Even "First/Third world" has been fraying at the edges for decades since it was originally about political alignment.


For that matter, a lot of human civilization has been about identifying things that were normal and making them rare. "Normal" infant mortality of 40%, famines, floods, history being lost, etc.

Anyway, when it comes to "this is normal" I think we should take care to distinguish between interpretations of:

1. "This specific case should not have taken certain people by surprise."

2. "This is a manifestation of a broader phenomenon."

3. "This is natural and therefore cannot or should not be solved." [Naturalistic fallacy.]


I think I might enjoy it for a little bit and then become very depressed at the idea that it will never end, a future of fixing things that should never have been broken in the first place and which won't stay fixed.

> If there were known "make more software, make more money" opportunities available, they would have already done them.

Sometimes they're available, but not palatable, when the opportunity could threaten their existing comfortable way of doing things. Either by "self-cannibalism" or by changing the ecology so that the main product isn't so profitable.

Then the opportunities are ignored, or actively worked-against via lobbying, embrace-extend-extinguish, etc.


I try to tag the line-by-line comments with little labels like [Unimportant] or [Style] so that someone going through them has an idea of their (un)importance without reading the whole thing.

Very much another "Emperor's New Clothes" situation.

If the pathology was entirely within his own privately-owned company that'd be one thing, but Americans are going to continue to get hurt because of it.


TLDR: Instead of deciding to build the right thing everyone is trying to clean up after making the wrong thing very quickly.

Remember this, when you hear: "Some mysterious and shadowy cabal of ideologues in higher-education are using unspecified means to brainwash a generation scientists into not liking the Republican party!"

No, the party has been earning that bad reputation. To use The Emperor's New Math, it's fallen by "600%" or more.

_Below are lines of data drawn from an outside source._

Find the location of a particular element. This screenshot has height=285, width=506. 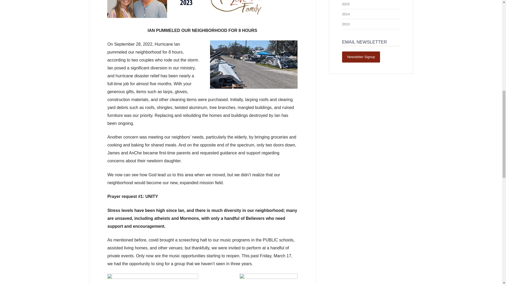

2013 is located at coordinates (346, 24).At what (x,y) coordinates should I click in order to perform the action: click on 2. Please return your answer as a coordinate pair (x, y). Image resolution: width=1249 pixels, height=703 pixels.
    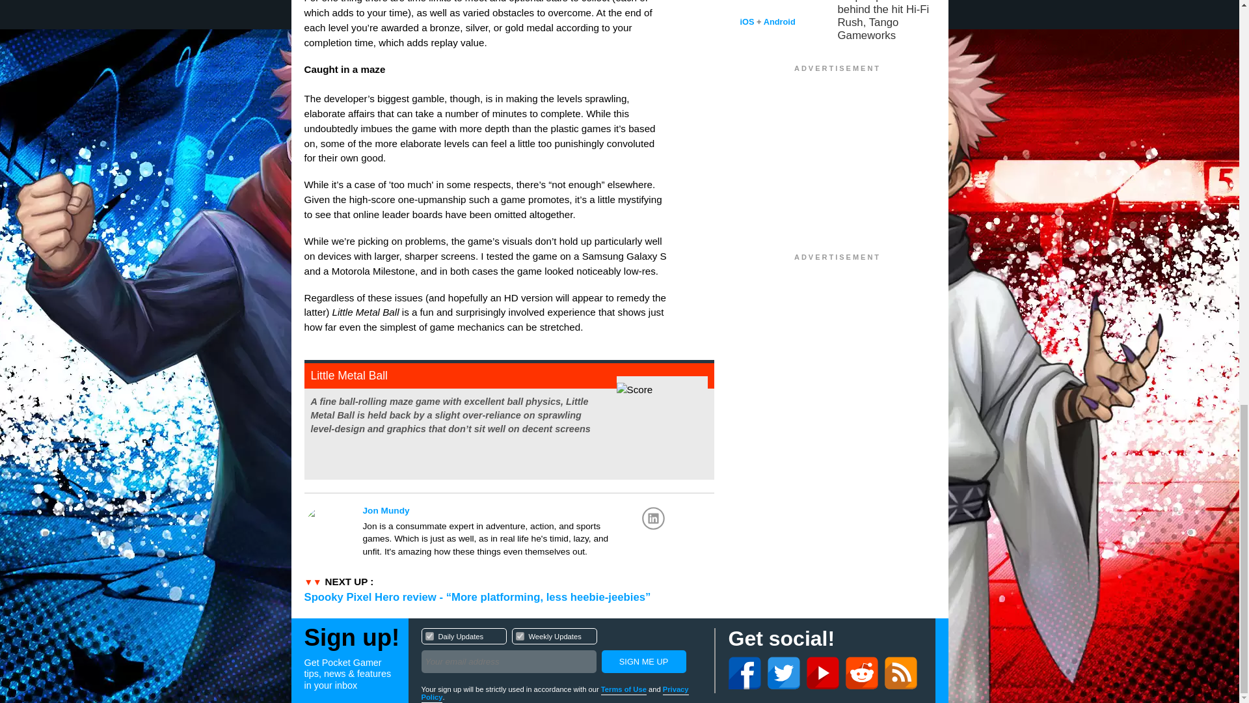
    Looking at the image, I should click on (519, 635).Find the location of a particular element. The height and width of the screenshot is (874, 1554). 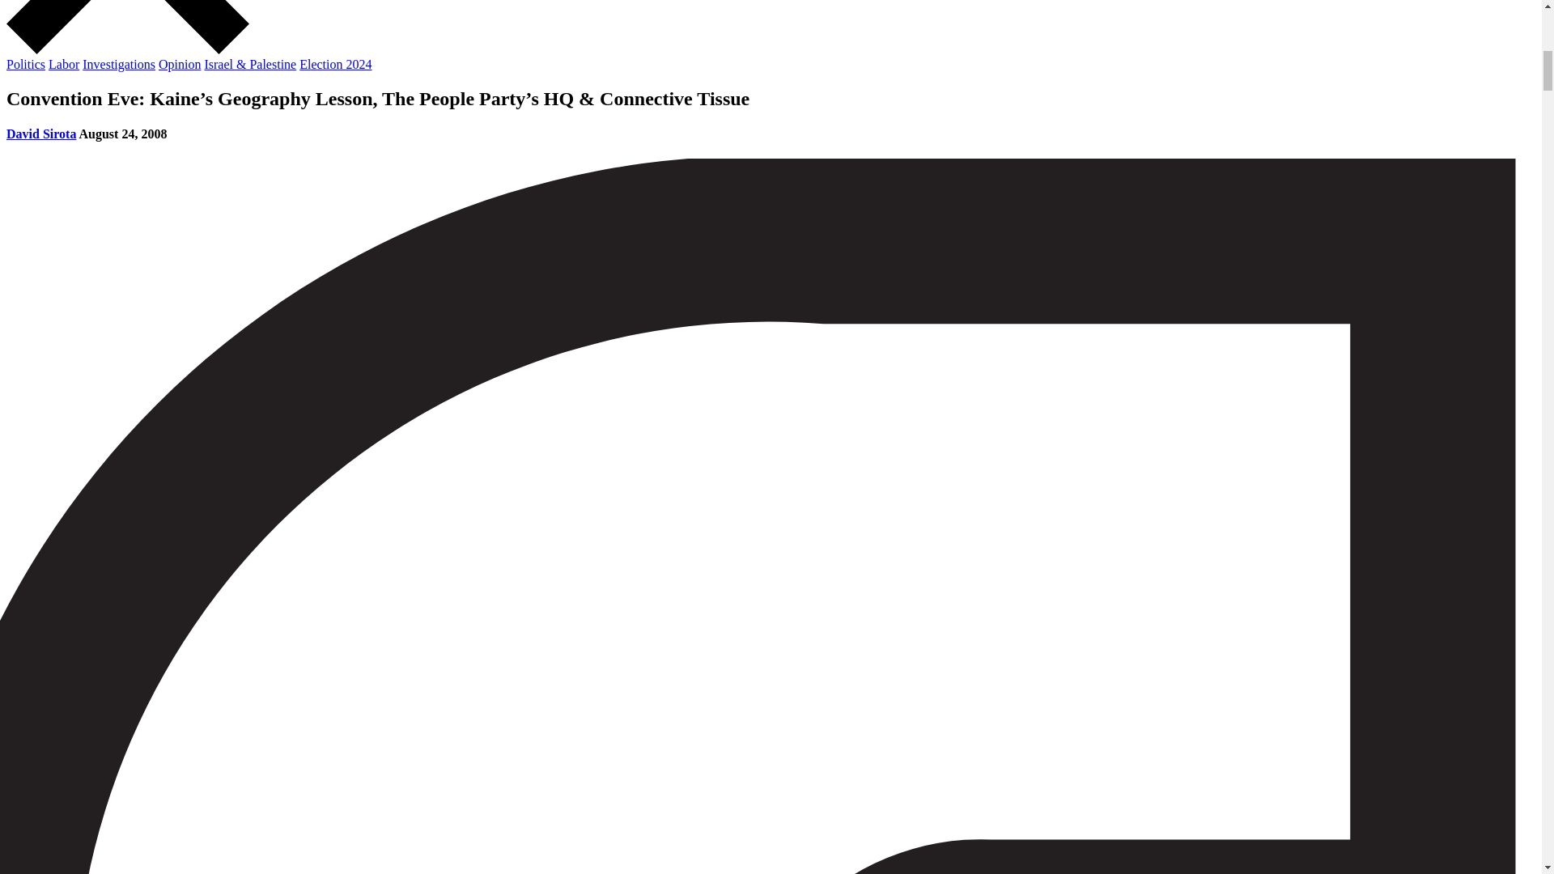

Investigations is located at coordinates (118, 64).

P.S.: Even if you honestly want the US federal government to just not-have science funding or fund different kinds of work... this is the stupid/wasteful/corrupt way to do it.


I think some of it has to do with incentives. Nobody wants to invest in a team to adapt and test other-field lessons that may come out as "there's no free lunch" or "this is equivalent to a hard problem they didn't solve there yet either."

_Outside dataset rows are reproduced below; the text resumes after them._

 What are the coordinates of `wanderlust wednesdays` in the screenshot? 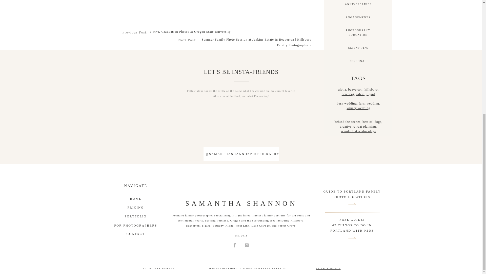 It's located at (358, 108). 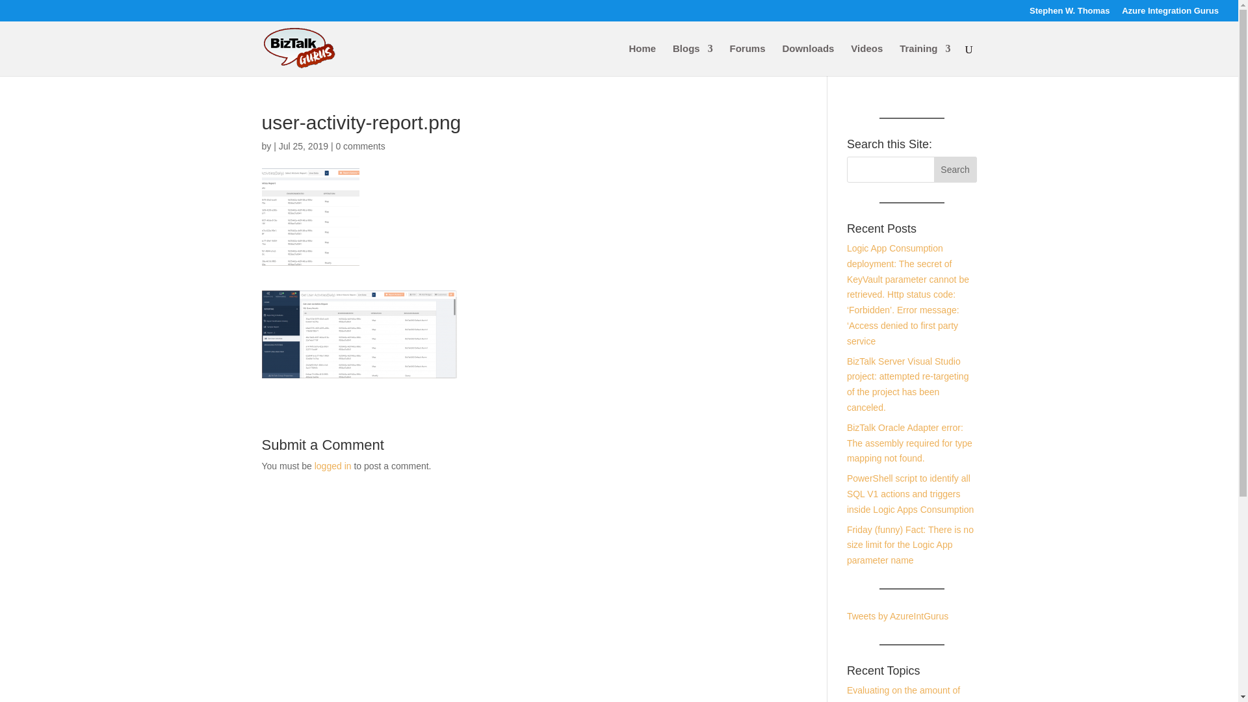 I want to click on Training, so click(x=925, y=60).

So instead we're more likely to see navel-gazing "singularity" stories that fit with telling your investors they will become fantastically rich.


We also need to talk more about the third not-mutually-exclusive option: Legal liability if/when things go wrong.

It's often buried because the people making money dislike it, so much so that they will lobby the government to impose wide bans. Especially if:

* The ban makes somebody else pay most of the costs of protecting "the children" against their design-choices or business-model.

* The ban gives them a blanket pass for almost any exploitative design against adults or other acceptable targets.